If you’re scanning the market for glacial acetic acid for sale, here’s the practical, no-nonsense rundown I wish more buyers had. This product comes from a quietly efficient facility in Hebei: 200 meters northeast of the intersection of East Airport Road and Airport North Street in Yangma Village, Zengcun Town, Gaocheng District, Shijiazhuang City. It’s E260—yes, the same acidity regulator behind the tang in vinaigrettes and pickles. In fact, acetic acid is one of those deceptively simple molecules that shows up everywhere, and, to be honest, quality differences do matter once you scale.
Food and beverage lines still lean on acetic acid for pH control, antimicrobial effect, and flavor. What’s changing? Buyers push for cleaner labels and tighter metals specs; auditors ask for traceability and HACCP; procurement wants predictable lead-times (supply swung a bit last year). On the production side, modern carbonylation routes (Cativa-style catalysts) have pushed consistency up. Surprisingly, many customers say the big difference shows up not in assay but in color, aldehydes, and “off-note” contaminants.
| Assay (CH3COOH) | ≥ 99.5% w/w (typical ≈ 99.8%) [FCC/USP methods] |
| Water | ≤ 0.5% (Karl Fischer) |
| Color (APHA) | ≤ 10 (typical ≤ 5) |
| Aldehydes (as acetaldehyde) | ≤ 0.05% |
| Heavy metals (as Pb) | ≤ 2 mg/kg (ICP-MS) |
| Non-volatile residue | ≤ 0.005% |
| Certifications | ISO 9001, ISO 22000/HACCP, Kosher, Halal (availability by lot) |
| Packaging | 25 kg HDPE drums, 200 kg drums, ≈ 1,050 kg IBCs |
| Shelf life | 24 months unopened; store cool, ventilated, away from oxidizers |
Materials and methods: methanol + CO carbonylation → crude acetic acid → multi-stage distillation → polishing (activated carbon/ion exchange as needed) → food-grade storage. Testing: GC for aldehydes/organics, titration for assay, KF for moisture, ICP-MS for metals, color (APHA), plus microbiological checks per HACCP. Standards referenced: FCC/USP monographs, Codex E260, and 21 CFR 184.1005. Service life is mostly about container integrity; real-world use may vary once drums are opened.
Use 316L stainless lines, add acid to water (not the other way), and ventilate—fumes can be punchy. Many QA teams ask for COA + SDS + lot traceability up front; it speeds audits.
| Vendor | Typical Purity | Certs | MOQ | Lead time | Customization | Price |
|---|---|---|---|---|---|---|
| Hebei producer (this listing) | ≥99.5% (≈99.8%) | ISO 9001, ISO 22000, K/H | 1 drum | 7–12 days ex-works | Labels, packaging, spec tweaks | $$ |
| Global Trader A | ≥99.5% | ISO 9001 | 1 pallet | 2–4 weeks | Limited | $$$ |
| Regional Supplier B | 99.0–99.5% | Basic GMP | Varies | Fast local | Minimal | $–$$ |
Options include drum vs. IBC, private labels, tighter aldehyde/metal targets, and tailored COAs. I guess the key is aligning test methods (FCC/USP) with your internal SOPs—saves a lot of back-and-forth.
For procurement searches like glacial acetic acid for sale, I always suggest requesting the latest COA, a sample for organoleptic check (yes, even with acetic acid), and confirmation of Codex/FCC alignment. Simple steps, fewer surprises.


▶ Exercise instructions
Go through the listing and pick out each line with the word "size" in it.

▶ Data for the task
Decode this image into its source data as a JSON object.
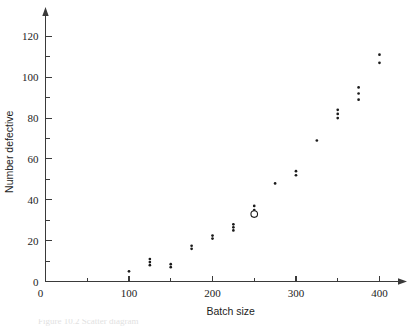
{
  "figure": {
    "caption_partial": "Figure 10.2  Scatter diagram"
  },
  "axes": {
    "x_title": "Batch size",
    "y_title": "Number defective",
    "x_ticks": [
      "0",
      "100",
      "200",
      "300",
      "400"
    ],
    "y_ticks": [
      "0",
      "20",
      "40",
      "60",
      "80",
      "100",
      "120"
    ]
  },
  "colors": {
    "axis": "#3a3a3a",
    "marker": "#1b1b1b",
    "background": "#ffffff"
  },
  "chart_data": {
    "type": "scatter",
    "title": "",
    "xlabel": "Batch size",
    "ylabel": "Number defective",
    "xlim": [
      0,
      415
    ],
    "ylim": [
      0,
      127
    ],
    "grid": false,
    "legend": "none",
    "x_ticks_major": [
      0,
      100,
      200,
      300,
      400
    ],
    "x_ticks_minor": [
      50,
      150,
      250,
      350
    ],
    "y_ticks_major": [
      0,
      20,
      40,
      60,
      80,
      100,
      120
    ],
    "y_ticks_minor": [
      10,
      30,
      50,
      70,
      90,
      110
    ],
    "series": [
      {
        "name": "observations",
        "marker": "filled-dot",
        "points": [
          [
            100,
            5
          ],
          [
            125,
            8
          ],
          [
            125,
            9.5
          ],
          [
            125,
            11
          ],
          [
            150,
            7
          ],
          [
            150,
            8.5
          ],
          [
            175,
            16
          ],
          [
            175,
            17.5
          ],
          [
            200,
            21
          ],
          [
            200,
            22.5
          ],
          [
            225,
            25
          ],
          [
            225,
            26.5
          ],
          [
            225,
            28
          ],
          [
            250,
            35
          ],
          [
            250,
            37
          ],
          [
            275,
            48
          ],
          [
            300,
            52
          ],
          [
            300,
            54
          ],
          [
            325,
            69
          ],
          [
            350,
            80
          ],
          [
            350,
            82
          ],
          [
            350,
            84
          ],
          [
            375,
            89
          ],
          [
            375,
            92
          ],
          [
            375,
            95
          ],
          [
            400,
            107
          ],
          [
            400,
            111
          ]
        ]
      },
      {
        "name": "highlighted-observation",
        "marker": "open-circle",
        "points": [
          [
            250,
            33
          ]
        ]
      }
    ]
  }
}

▶ Solved problem
    "x_title": "Batch size",
    "xlabel": "Batch size",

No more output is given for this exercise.